__WHAT IS NEEDED__
The task for the listing below is to write out exactly the lines starting at the one containing "reading: 10.0 (no unit)" and ending at the one containing "reading: 10.75 (no unit)", both included. Pictures are to be omitted.

__INFORMATION__
=== Section Start ===
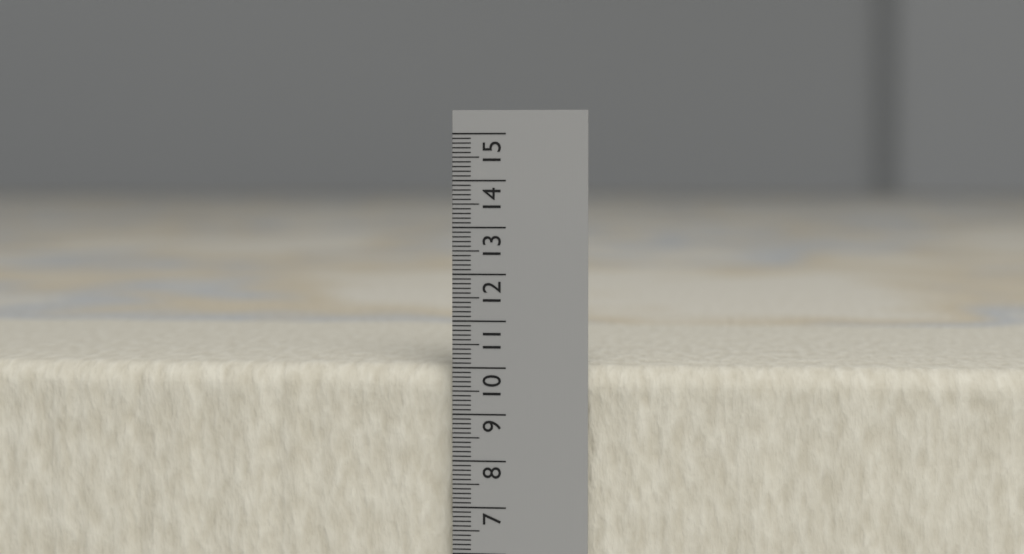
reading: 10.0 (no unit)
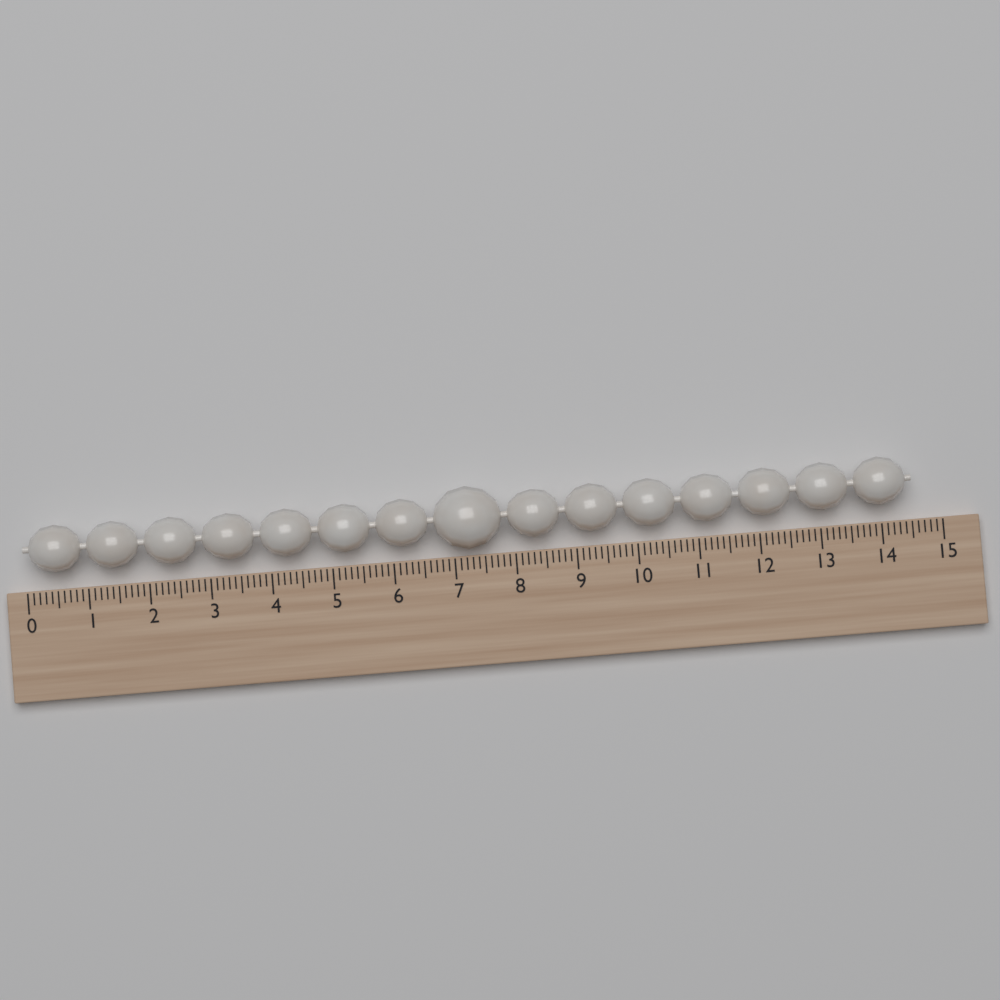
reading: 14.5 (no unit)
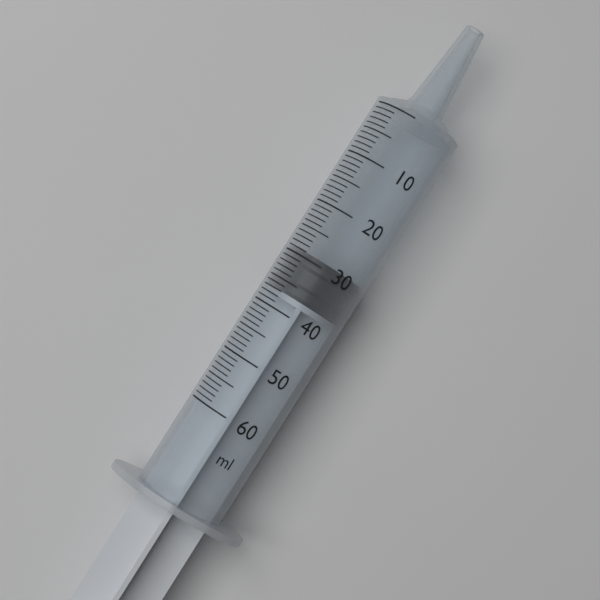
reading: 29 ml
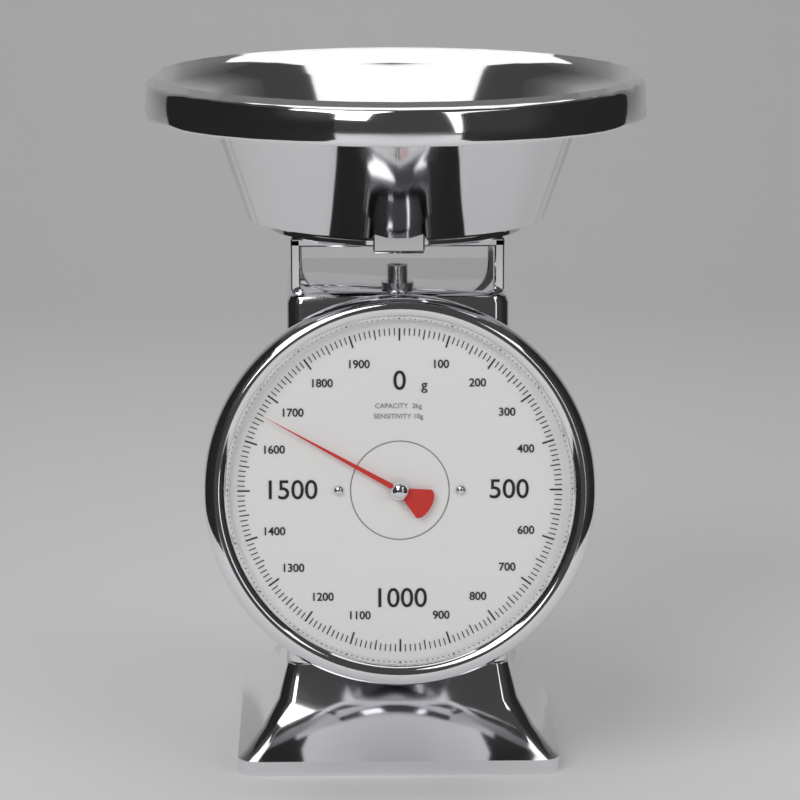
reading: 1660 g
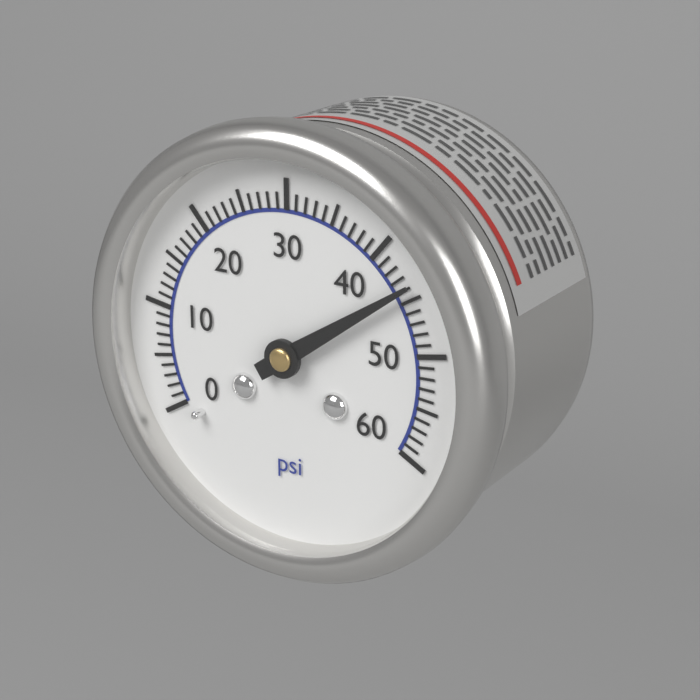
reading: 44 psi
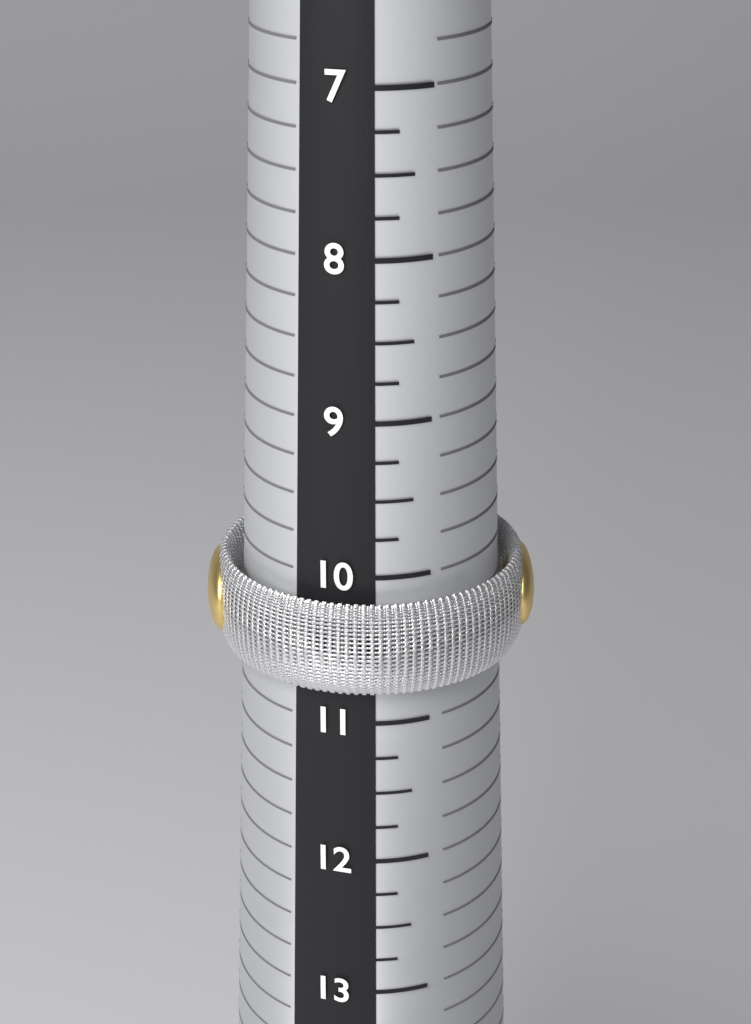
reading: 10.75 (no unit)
=== Section End ===
=== Section Start ===
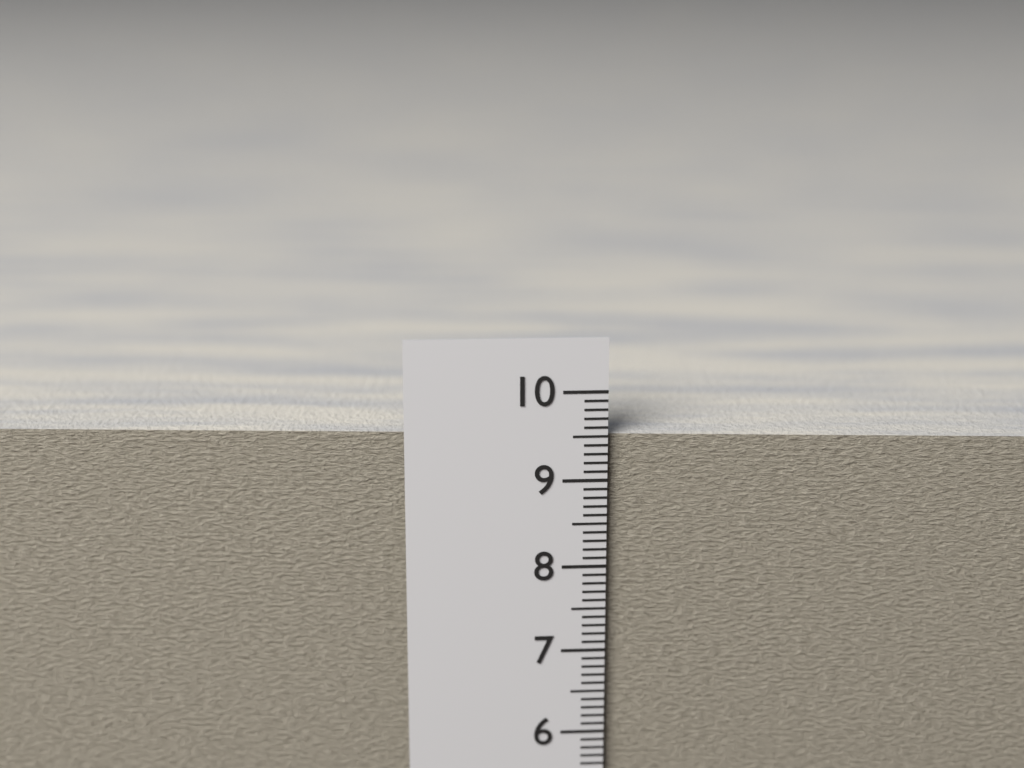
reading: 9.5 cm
=== Section End ===
=== Section Start ===
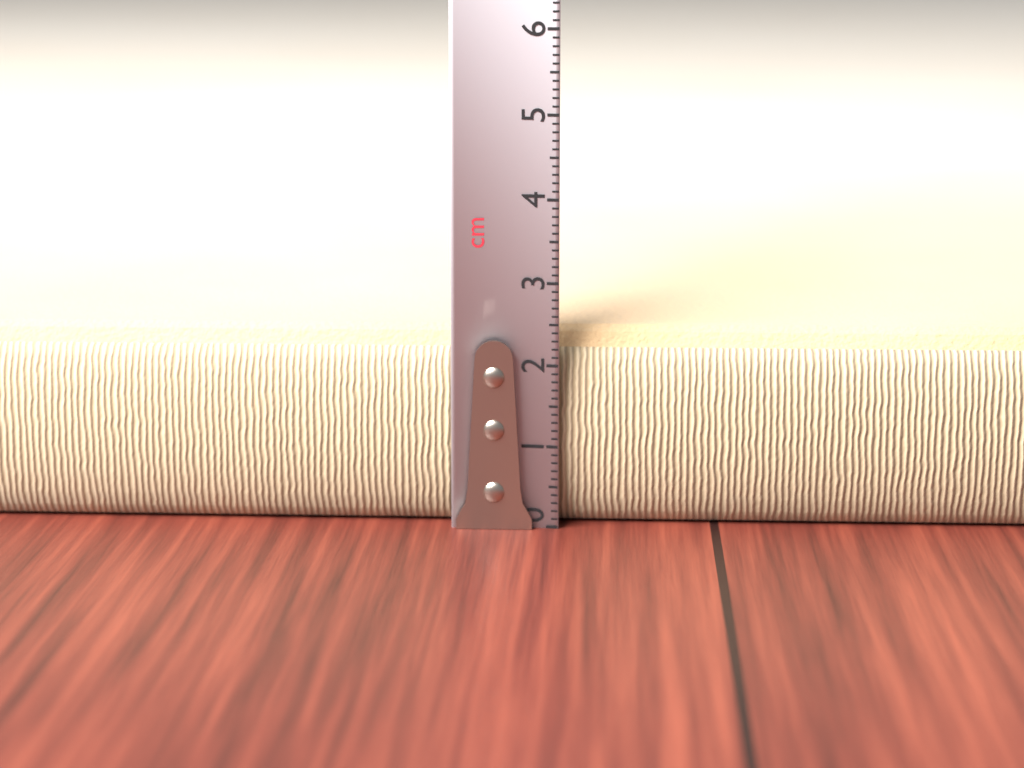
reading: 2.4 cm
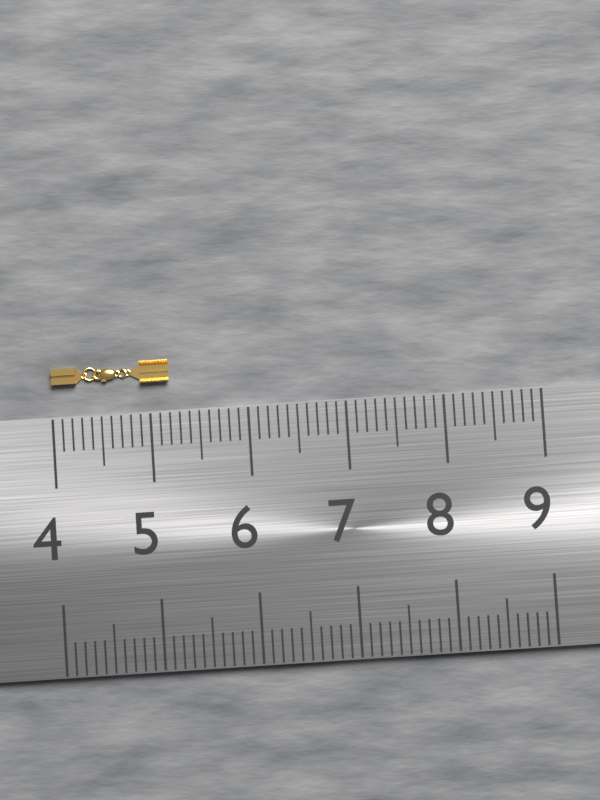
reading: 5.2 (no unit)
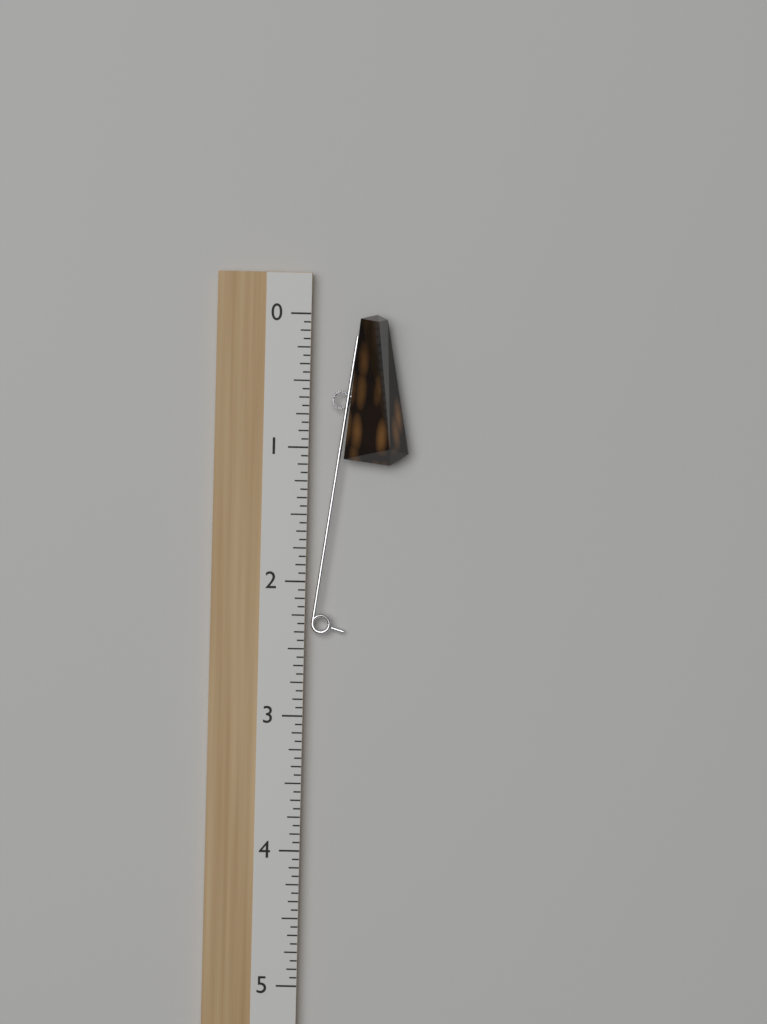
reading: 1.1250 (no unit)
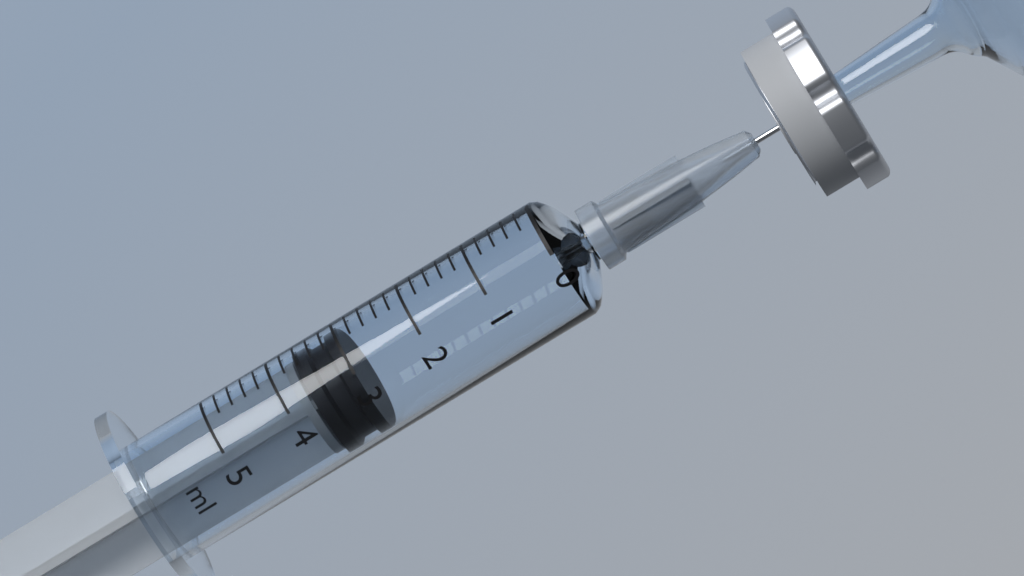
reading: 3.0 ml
=== Section End ===
__SOLVED PROBLEM__
reading: 10.0 (no unit)
reading: 14.5 (no unit)
reading: 29 ml
reading: 1660 g
reading: 44 psi
reading: 10.75 (no unit)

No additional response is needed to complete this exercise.